▶ **Exercise data**

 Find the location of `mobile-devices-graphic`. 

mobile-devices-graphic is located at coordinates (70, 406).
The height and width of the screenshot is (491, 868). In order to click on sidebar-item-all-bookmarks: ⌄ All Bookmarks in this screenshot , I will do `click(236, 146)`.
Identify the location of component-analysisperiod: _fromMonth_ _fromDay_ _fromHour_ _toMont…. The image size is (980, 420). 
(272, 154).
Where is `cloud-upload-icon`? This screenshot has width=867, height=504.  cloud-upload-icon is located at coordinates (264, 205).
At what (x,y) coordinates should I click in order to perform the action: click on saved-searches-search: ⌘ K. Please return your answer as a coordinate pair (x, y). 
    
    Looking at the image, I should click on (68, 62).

--

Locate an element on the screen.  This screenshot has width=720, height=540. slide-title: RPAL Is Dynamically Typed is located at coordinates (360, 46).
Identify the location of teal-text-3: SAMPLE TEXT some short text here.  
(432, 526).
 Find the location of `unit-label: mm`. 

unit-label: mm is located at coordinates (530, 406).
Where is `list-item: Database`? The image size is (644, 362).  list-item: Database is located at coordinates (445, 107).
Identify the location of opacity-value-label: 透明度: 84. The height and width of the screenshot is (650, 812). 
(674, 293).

▶ **Task brief**
Write down every line of the data above that includes the string "item".

▶ **Solution to this task**
The height and width of the screenshot is (491, 868). In order to click on sidebar-item-all-bookmarks: ⌄ All Bookmarks in this screenshot , I will do `click(236, 146)`.
Where is `list-item: Database`? The image size is (644, 362).  list-item: Database is located at coordinates (445, 107).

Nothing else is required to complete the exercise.